2.2 Emotions and Cultural Differences in Strategic Decision-making
Based on psychological foundations, researchers in the strategic decision-making field have started to explore the effect of emotions on strategic decisions (e.g., Døjbak Håkonsson et al.
2016; Hodgkinson and Healey
2011; Huy
2011). Emotions are defined as discrete, intense, and short-lived adaptive responses to environmental demands (Scherer and Ekman
1984; Elfenbein
2007). Initially, research on emotions in the strategic decision-making context has focused on valence-based conceptualizations of emotions, i.e. on positive vs. negative emotions. For example, Døjbak Håkonsson et al. (
2016) have associated positive emotions with more explorative strategies, while Amabile et al. (
2005) have found a positive effect of such emotions on creativity in the workplace. Negative emotions, in contrast, have been linked to insensitive communication and problem avoidance (Maitlis and Ozcelik
2004).
Based in particular on the appraisal tendency framework (Lerner and Keltner
2001), more recent research in the strategic decision-making field has started to analyze the effects of discrete emotions, such as anger, fear, and happiness, on the strategic decision-making process (e.g., Meissner et al.
2021; Neumann and Wulf
2022). The appraisal tendency framework posits that discrete emotions trigger specific motivational and cognitive processes—so-called appraisal tendencies—that determine how that emotion impacts judgement and decision-making (Han et al.
2007). For example, happiness has been associated with appraisals of elevated certainty and individual control (Smith and Ellsworth
1985), which—in a Western context—has been linked to more optimistic assessments of risk (Lerner and Keltner
2001) and more heuristic information processing (Forgas
1998).
However, psychological research on culture and emotions indicates that the appraisal tendencies, that are associated with specific emotions, might differ across cultures due to specific cultural affordances (Kitayama and Marcus
1999).
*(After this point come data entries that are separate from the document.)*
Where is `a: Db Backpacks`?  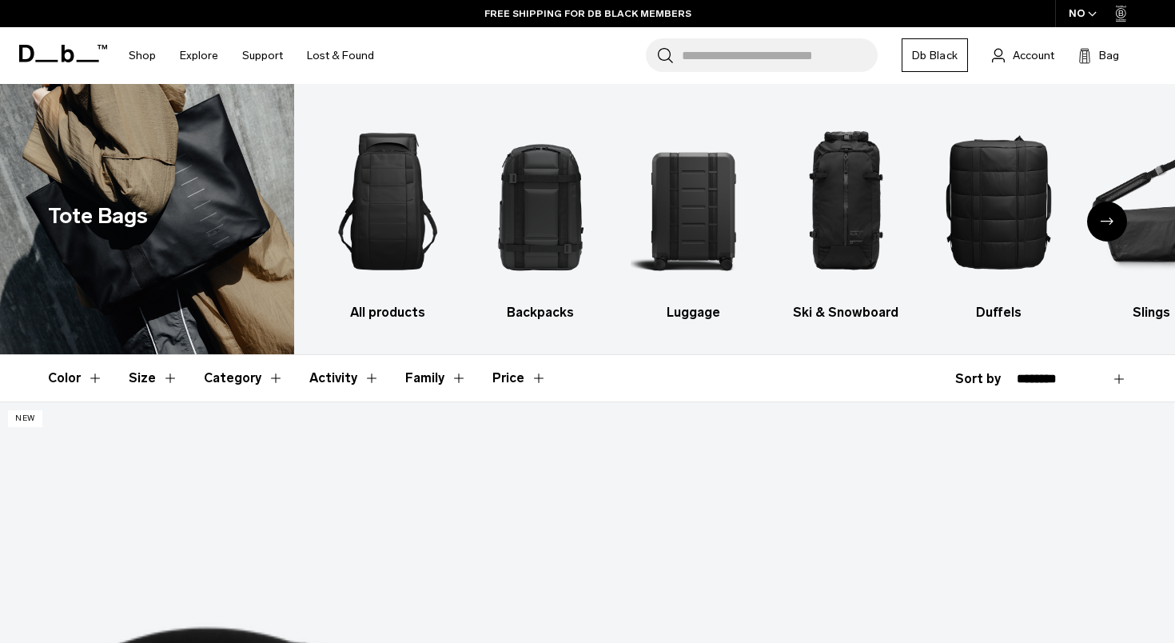
a: Db Backpacks is located at coordinates (540, 215). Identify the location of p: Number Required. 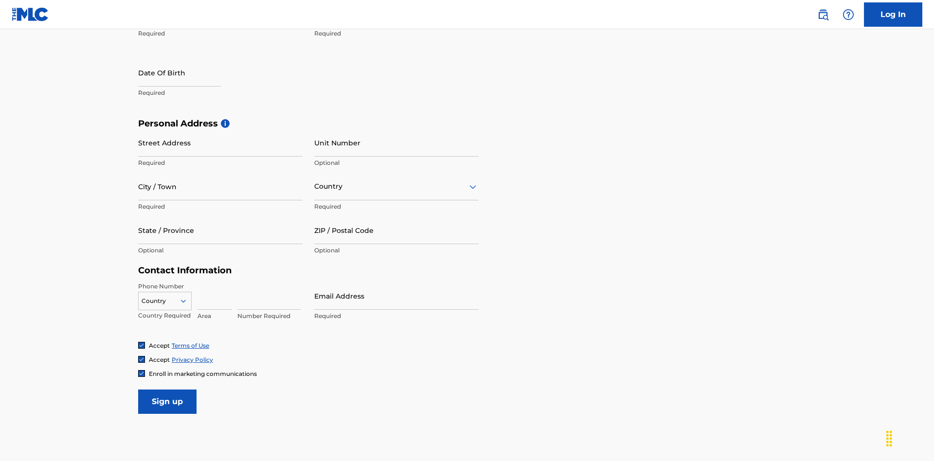
(269, 316).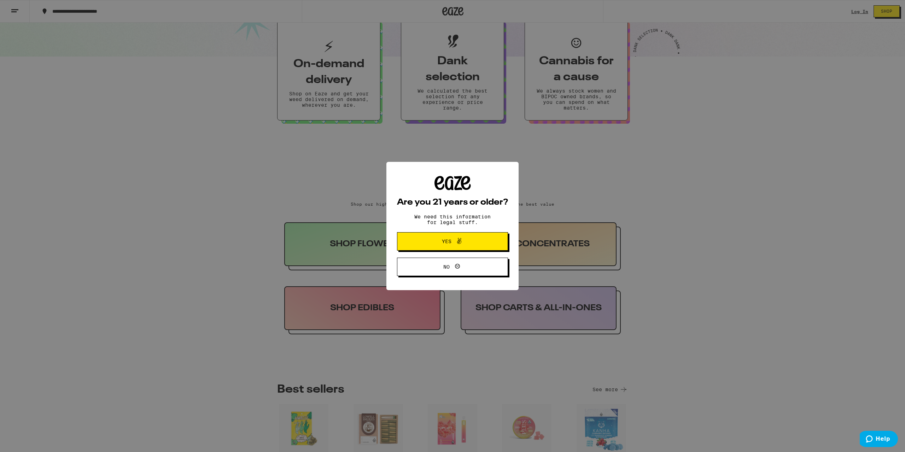  Describe the element at coordinates (452, 267) in the screenshot. I see `button: No` at that location.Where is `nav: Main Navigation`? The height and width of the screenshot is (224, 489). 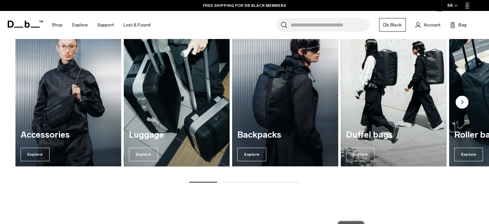 nav: Main Navigation is located at coordinates (101, 25). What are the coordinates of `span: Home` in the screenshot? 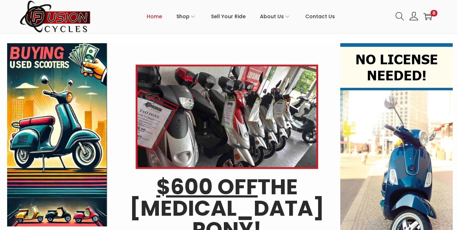 It's located at (154, 16).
The concept of cultural affordances reflects folk theories, social practices, and schemas, that have been shared within a cultural group over generations (Kitayama et al.
2007) and that provide specific meanings to emotional experiences, thus triggering different appraisal tendencies for the same emotion across cultures (Kitayama et al.
2006). For example, individuals from East Asian cultures have been found to experience socially engaging emotions, such as pride, more strongly than Westerners, who experience disengaging emotions, such as anger, to a stronger extent (Kitayama et al.
2006). Matsumoto et al. (
2008) find a particularly strong effect of cultural affordances for high-activation, positive emotions such as happiness.
These arguments are supported by findings in the strategic decision-making field, where research has shown that emotions affect cognition and thinking styles (Hodgkinson and Healey
2008,
2011), information processing (Seo and Barrett
2007; Staw and Barsade
1993), and the perception and interpretation of strategic issues (Mittal and Ross
1998). Neumann and Wulf (
2022) report that emotions, such as fear and happiness, impact the strategic issue interpretation—as one element of the strategic decision-making process—of German and Chinese managers in different ways. They find that Chinese managers are affected in their interpretation of strategic issues by happiness as well as fear while German managers are only affected by fear. Overall, research in the strategic decision-making field indicates that emotions, such as happiness, might change the effects of cultural differences on the strategic decision-making behavior of Western and East Asian managers.